The number of elderly who need care will outstrip adult children who can provide it by 2017

David Kingman reports on a recent warning from the Institute for Public Policy Research, that the supply of unpaid social care from family members is on the verge of running outAged persons warning sign

Britain’s ageing population is on the verge of exceeding the supply of family members who can provide unpaid social care, according to The Generation Strain, a new report from centre-left think tank the Institute for Public Policy Research (IPPR).

This will force us to find new ways of delivering adult social care, which rely more on community networks rather than individual families – although whether this will be enough to prevent a funding crisis as the state has to step into do more is a matter for urgent debate.

Unpaid care worth “£55 billion annually”

Most elderly care in the UK is not provided either by the state or by private organisations, such as nursing homes, but by ordinary family members who look after their elderly relatives, usually on an unpaid basis. The report from the IPPR estimates that this care has an annual value of £55 billion, a vast sum which dwarfs the amounts spent on actually purchasing care by the state or individuals.

Two-thirds of it is provided by women, who often find themselves “sandwiched” during middle age (and beyond) between looking after their children – and often subsequently their grandchildren – and helping to provide care for ageing parents. This unpaid care is clearly invaluable to the UK social care system; without it, the state would need to step in to fill the breach in many cases, either by providing a lot more adult social care itself or by dealing with the indirect costs such as the higher number of A & E visits from older people.

The IPPR report warns of a growing family care “gap” as the population ages. They estimate that within a few years the number of pensioners who need social care will overtake the supply of family members who are able to provide it; by 2030 there could be as many as two million over-65s who have no children living nearby who can provide care, almost a quarter of a million of whom will need 20 hours of care a week.

The BBC quoted Clare McNeil, senior research fellow at the IPPR, who made the following comment:

There won’t be the family members needed to provide the types care that people see at the moment. That will mean there is more pressure on social services, and stretched services like the NHS. We need to have a fundamental rethink about the way that we look after each other later in life.”

Who will pay?

The IPPR’s report notes that it seems highly unlikely that existing state-funded services could expand to fill the void that the looming shortage of free unpaid carers will create. As they point out, two-thirds of existing healthcare expenditure already funds services for the elderly, and the state-funded social care sector is being stretched to breaking-point by a combination of rising demand and shrinking budgets: the number of elderly people receiving state-funded assistance with daily living has fallen by 168,000 since the beginning of the present parliament because of cutbacks.

The IPPR report recommends that local communities should establish “neighbourhood networks” – based on a successful project which has been undertaken by volunteers in Leeds – to help different families living alongside each other to divide caring responsibilities between them, and to run schemes such as elderly day-care centres on a community basis. One intergenerational solution that they recommend is that care sites should no longer be rigidly divided by age group; instead, care for children and old people could be provided in the same locations, as happens in some other countries, making it easier for care services to be delivered.

Whether these suggestions would go far enough to address the looming care crisis is another matter. If the supply of free care dwindles in future then it seems inevitable that replacement carers will need to be paid for instead, but how?

Nick Pearce, the IPPR’s director, has publicly suggested that a special tax could be introduced to pay for health and social care, revenues from which would be ring-fenced, while Labour is thought to be toying with the idea of increasing National Insurance contributions to pay for health and social care. The problem with both ideas is that they pile greater expense onto the shoulders of today’s working generation, which raises important concerns about intergenerational fairness.

One thing is for sure: the IPPR report mentions that the average cost of professional care delivered at home is now £25,000 per year, while a year in a nursing home costs an average of £36,000. Working out who should pay for that, if more and more older people no longer have access to care which they used to get for free, will be one of the biggest challenges facing Britain’s social care system as the population ages.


Required action ->
Count the lines below that hold "axis". Give the number without comment.

Data entries for graphics ->
Start of Block

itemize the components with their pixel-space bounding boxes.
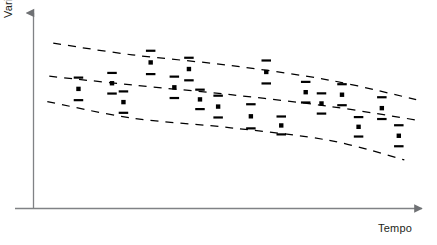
error-bar-upper-cap (394, 124, 404, 126)
error-bar-upper-cap (377, 96, 387, 98)
data-point-square (198, 97, 202, 101)
data-point-square (148, 60, 152, 64)
data-point-marker (337, 83, 347, 106)
error-bar-lower-cap (337, 104, 347, 106)
error-bar-upper-cap (277, 115, 287, 117)
band-curve-2 (47, 102, 404, 160)
data-point-square (380, 106, 384, 110)
error-bar-lower-cap (394, 145, 404, 147)
error-bar-upper-cap (262, 59, 272, 61)
data-point-marker (394, 124, 404, 147)
y-axis-label-wrap: Variável (0, 0, 24, 80)
data-point-marker (262, 59, 272, 84)
error-bar-upper-cap (107, 72, 117, 74)
data-point-marker (213, 95, 223, 119)
data-point-square (216, 104, 220, 108)
data-point-square (187, 67, 191, 71)
error-bar-upper-cap (146, 50, 156, 52)
error-bar-lower-cap (107, 92, 117, 94)
error-bar-lower-cap (170, 97, 180, 99)
data-point-square (279, 123, 283, 127)
data-point-square (110, 81, 114, 85)
data-point-square (249, 114, 253, 118)
axis-group (15, 13, 422, 209)
data-point-marker (317, 92, 327, 114)
error-bar-upper-cap (184, 57, 194, 59)
error-bar-upper-cap (74, 77, 84, 79)
data-point-square (304, 90, 308, 94)
error-bar-lower-cap (74, 99, 84, 101)
error-bar-lower-cap (213, 116, 223, 118)
data-point-marker (119, 90, 129, 114)
error-bar-lower-cap (246, 127, 256, 129)
error-bar-upper-cap (317, 92, 327, 94)
y-axis-label: Variável (2, 0, 14, 18)
error-bar-lower-cap (301, 101, 311, 103)
error-bar-upper-cap (301, 81, 311, 83)
chart-figure: Variável Tempo (0, 0, 437, 245)
data-point-marker (246, 103, 256, 129)
error-bar-upper-cap (337, 83, 347, 85)
error-bar-upper-cap (246, 103, 256, 105)
data-point-square (397, 134, 401, 138)
error-bar-lower-cap (195, 108, 205, 110)
error-bar-upper-cap (170, 76, 180, 78)
error-bar-lower-cap (377, 118, 387, 120)
error-bar-lower-cap (277, 133, 287, 135)
data-point-square (121, 100, 125, 104)
error-bar-upper-cap (213, 95, 223, 97)
error-bar-lower-cap (146, 73, 156, 75)
data-point-marker (146, 50, 156, 76)
error-bar-lower-cap (354, 135, 364, 137)
data-point-square (340, 93, 344, 97)
error-bar-upper-cap (195, 89, 205, 91)
data-point-marker (377, 96, 387, 120)
chart-canvas (0, 0, 437, 245)
error-bar-upper-cap (354, 116, 364, 118)
x-axis-label: Tempo (378, 222, 412, 234)
data-point-square (76, 87, 80, 91)
data-point-marker (354, 116, 364, 138)
error-bar-lower-cap (317, 112, 327, 114)
band-curve-1 (49, 76, 416, 120)
band-curve-0 (53, 43, 416, 99)
data-point-layer (74, 50, 404, 148)
error-bar-lower-cap (184, 79, 194, 81)
data-point-marker (170, 76, 180, 100)
error-bar-lower-cap (119, 112, 129, 114)
data-point-marker (301, 81, 311, 104)
error-bar-upper-cap (119, 90, 129, 92)
error-bar-lower-cap (262, 82, 272, 84)
confidence-band-layer (47, 43, 416, 160)
data-point-square (172, 85, 176, 89)
data-point-square (356, 125, 360, 129)
data-point-square (319, 101, 323, 105)
data-point-square (264, 70, 268, 74)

End of Block

Result of this exercise ->
4